Frances Stark - MEMENTO MORI: towards a compendium of disseminations
Frances Stark - MEMENTO MORI: towards a compendium of disseminations
February 5th through March 9th, 2013
Opening Reception: Tuesday, February 5, 5:30- 7:30 p.m.
Gallery Paule Anglim is pleased to announce MEMENTO MORI: towards a compendium of disseminations, the third solo exhibition of works by Frances Stark,.

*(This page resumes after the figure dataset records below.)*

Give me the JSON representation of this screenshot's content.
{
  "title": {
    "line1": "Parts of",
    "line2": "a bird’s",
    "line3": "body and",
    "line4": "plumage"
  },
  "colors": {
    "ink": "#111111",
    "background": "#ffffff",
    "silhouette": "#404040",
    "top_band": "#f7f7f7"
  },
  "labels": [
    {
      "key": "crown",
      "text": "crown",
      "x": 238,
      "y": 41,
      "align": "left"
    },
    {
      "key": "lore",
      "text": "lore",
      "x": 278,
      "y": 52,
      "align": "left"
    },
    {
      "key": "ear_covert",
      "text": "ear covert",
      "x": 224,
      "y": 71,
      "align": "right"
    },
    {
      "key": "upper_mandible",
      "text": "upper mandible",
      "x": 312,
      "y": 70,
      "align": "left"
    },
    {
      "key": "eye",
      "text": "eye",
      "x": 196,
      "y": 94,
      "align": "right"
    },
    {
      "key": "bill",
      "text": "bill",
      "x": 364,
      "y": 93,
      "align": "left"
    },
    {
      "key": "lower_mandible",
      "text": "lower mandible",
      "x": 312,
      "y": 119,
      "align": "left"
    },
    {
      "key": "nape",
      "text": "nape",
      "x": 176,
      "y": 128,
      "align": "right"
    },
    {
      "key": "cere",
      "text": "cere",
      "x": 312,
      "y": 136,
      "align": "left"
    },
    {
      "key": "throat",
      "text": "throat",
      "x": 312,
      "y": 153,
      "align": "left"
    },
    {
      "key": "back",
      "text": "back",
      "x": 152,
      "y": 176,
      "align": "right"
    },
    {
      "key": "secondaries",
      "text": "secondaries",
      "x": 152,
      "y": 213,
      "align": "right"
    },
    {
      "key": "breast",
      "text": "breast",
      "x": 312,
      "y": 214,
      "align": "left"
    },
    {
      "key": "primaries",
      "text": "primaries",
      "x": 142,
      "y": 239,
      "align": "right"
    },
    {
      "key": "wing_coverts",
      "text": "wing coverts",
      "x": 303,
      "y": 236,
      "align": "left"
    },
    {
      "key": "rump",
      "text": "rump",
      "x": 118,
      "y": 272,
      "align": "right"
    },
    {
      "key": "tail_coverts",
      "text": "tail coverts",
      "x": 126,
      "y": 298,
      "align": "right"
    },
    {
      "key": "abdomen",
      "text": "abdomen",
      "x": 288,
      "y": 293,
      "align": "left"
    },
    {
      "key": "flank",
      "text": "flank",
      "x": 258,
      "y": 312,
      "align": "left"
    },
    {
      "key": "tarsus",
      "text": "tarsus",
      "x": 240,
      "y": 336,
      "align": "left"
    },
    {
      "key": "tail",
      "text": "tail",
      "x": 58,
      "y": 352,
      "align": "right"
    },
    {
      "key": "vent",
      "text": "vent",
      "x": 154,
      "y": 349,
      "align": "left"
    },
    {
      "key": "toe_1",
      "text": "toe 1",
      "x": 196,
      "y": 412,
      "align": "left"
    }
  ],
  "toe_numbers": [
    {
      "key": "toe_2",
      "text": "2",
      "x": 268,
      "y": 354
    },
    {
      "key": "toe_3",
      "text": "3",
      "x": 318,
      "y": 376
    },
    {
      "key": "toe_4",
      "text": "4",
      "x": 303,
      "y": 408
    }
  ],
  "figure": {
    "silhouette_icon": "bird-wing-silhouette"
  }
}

Frances Stark (American, b. 1967) is a Los Angeles based artist and writer whose work explores image-making and the written word. Widely known for her work on paper, she also employs video, sculpture and live performance in her repertoire, often using words or phrases as visual motifs or graphic backdrops in her compositions. Drawing from various sources including popular culture, literature, and her own personal life, she explores expectations and assumptions about gender and the social constructs of communication. A graphic line of text borrowed from literature or even a pop song becomes an abstraction that lends itself to a new interpretation in the greater context of the overall work.

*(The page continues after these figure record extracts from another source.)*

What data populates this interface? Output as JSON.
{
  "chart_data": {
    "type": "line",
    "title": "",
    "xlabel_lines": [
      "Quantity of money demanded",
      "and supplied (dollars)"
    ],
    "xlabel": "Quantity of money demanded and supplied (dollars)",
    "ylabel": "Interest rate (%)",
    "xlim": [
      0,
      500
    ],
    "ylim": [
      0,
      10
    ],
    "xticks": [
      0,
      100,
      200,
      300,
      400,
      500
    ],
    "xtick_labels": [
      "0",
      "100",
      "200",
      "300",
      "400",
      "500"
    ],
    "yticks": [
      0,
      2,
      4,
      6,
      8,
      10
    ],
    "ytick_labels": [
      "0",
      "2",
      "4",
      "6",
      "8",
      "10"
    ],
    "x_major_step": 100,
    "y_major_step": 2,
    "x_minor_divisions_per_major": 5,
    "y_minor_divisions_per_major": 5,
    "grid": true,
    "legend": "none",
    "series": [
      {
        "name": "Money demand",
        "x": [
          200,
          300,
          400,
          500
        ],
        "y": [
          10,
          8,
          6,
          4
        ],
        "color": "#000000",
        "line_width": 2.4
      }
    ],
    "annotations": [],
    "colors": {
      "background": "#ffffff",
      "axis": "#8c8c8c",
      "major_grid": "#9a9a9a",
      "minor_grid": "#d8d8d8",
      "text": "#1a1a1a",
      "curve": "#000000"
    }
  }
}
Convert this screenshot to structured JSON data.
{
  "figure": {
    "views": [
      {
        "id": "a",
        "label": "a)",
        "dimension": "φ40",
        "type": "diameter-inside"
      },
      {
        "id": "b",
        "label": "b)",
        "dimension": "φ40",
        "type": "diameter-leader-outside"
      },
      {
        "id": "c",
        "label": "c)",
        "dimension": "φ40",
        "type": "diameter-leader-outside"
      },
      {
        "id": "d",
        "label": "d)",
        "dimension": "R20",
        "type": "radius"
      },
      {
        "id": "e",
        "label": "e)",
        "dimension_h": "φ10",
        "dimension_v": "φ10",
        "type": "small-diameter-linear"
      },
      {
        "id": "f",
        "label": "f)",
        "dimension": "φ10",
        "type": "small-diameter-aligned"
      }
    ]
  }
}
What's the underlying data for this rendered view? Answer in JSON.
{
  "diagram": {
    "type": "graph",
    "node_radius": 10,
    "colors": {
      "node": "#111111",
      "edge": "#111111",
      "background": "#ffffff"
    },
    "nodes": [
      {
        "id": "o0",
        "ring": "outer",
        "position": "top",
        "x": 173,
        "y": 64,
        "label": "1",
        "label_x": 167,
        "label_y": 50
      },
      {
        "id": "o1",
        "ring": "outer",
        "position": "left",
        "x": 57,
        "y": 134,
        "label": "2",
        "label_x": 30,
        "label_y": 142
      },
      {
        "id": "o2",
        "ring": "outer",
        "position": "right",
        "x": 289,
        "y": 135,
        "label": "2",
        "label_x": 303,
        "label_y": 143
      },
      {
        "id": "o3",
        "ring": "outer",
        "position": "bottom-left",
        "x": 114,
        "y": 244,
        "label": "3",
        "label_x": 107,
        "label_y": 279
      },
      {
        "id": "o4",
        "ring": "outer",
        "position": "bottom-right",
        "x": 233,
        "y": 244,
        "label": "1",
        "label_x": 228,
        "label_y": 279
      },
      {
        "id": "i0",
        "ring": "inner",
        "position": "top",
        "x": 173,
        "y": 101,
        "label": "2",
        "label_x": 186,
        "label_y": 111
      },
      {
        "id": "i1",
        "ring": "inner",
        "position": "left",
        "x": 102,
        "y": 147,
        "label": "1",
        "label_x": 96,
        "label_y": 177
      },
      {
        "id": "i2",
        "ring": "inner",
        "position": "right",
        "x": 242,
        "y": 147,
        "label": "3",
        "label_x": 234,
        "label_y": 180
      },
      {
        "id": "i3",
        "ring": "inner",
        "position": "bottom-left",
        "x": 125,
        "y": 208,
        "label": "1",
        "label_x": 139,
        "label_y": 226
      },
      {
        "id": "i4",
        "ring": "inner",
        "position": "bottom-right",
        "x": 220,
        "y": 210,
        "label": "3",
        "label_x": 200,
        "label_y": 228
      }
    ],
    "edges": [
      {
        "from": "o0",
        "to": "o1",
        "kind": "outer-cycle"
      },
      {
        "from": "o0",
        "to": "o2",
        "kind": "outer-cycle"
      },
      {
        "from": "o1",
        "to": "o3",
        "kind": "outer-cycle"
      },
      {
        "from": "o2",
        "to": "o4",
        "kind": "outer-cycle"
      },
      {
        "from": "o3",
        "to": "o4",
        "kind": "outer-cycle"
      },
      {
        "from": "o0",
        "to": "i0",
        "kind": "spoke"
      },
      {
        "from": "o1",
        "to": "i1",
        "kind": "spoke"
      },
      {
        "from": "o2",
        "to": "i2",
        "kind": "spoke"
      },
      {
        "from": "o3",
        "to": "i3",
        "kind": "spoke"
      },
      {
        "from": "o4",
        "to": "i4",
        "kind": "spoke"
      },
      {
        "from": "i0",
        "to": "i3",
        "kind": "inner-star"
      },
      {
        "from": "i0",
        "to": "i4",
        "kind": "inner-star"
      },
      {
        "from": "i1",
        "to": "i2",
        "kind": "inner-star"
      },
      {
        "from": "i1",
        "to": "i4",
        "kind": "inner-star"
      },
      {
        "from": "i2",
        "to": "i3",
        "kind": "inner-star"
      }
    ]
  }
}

For this exhibition, Stark references personal history and connections with San Francisco, an homage to literary and art scenes experienced. The elements: works on paper, ephemera and paper collage will be arranged and installed directly on the gallery walls.

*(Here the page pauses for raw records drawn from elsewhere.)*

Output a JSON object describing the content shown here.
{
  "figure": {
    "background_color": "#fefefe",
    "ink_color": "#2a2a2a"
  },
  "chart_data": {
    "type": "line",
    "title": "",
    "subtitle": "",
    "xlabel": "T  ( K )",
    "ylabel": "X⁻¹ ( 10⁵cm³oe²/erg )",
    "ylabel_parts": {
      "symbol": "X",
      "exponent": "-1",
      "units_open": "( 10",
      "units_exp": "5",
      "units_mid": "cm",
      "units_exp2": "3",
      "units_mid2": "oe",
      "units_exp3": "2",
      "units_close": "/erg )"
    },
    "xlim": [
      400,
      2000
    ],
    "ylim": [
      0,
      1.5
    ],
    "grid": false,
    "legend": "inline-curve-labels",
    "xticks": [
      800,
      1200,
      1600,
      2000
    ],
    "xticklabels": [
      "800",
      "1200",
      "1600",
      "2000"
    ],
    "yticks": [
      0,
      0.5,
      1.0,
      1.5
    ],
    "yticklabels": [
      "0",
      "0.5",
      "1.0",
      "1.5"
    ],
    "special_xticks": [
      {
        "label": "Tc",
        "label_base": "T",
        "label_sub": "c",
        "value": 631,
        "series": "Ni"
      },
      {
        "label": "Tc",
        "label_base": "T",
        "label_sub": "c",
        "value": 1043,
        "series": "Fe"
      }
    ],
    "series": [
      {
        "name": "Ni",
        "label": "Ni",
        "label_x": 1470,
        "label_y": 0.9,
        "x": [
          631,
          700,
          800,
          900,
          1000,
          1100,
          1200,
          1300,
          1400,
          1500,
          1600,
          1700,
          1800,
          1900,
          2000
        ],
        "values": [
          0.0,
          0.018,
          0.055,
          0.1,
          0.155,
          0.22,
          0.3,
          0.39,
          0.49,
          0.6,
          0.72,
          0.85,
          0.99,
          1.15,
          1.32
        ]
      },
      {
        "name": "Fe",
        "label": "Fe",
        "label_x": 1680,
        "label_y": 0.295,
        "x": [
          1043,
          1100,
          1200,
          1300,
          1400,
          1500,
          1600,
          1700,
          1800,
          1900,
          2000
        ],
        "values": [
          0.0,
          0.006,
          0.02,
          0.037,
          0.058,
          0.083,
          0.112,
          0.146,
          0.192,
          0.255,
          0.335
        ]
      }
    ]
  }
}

Frances Stark has achieved broad recognition through many one-person gallery presentations in San Francisco, New York, London, Cologne and Los Angeles, and through numerous group shows mounted internationally. Stark was the subject of a solo show at the Hammer Museum in 2002 and was included in the museum's invitational, "All of this and nothing," in 2011. She made her curatorial debut at the Hammer in 2010, with "Houseguest: Frances Stark Selects From the Grunwald Collection." She is a professor at USC, and has published two books, one of collected writings (2003) and the other, "The Architect and the Housewife" (1999), composed of personal essays examining gender-inflected domestic and professional roles.
2/5/13
Borrowed and Returned. But what of Frances Stark, standing by itself, a naked name, bare as a ghost to whom one would like to lend a sheet?. Nottingham: Nottingham Contemporary, 2009.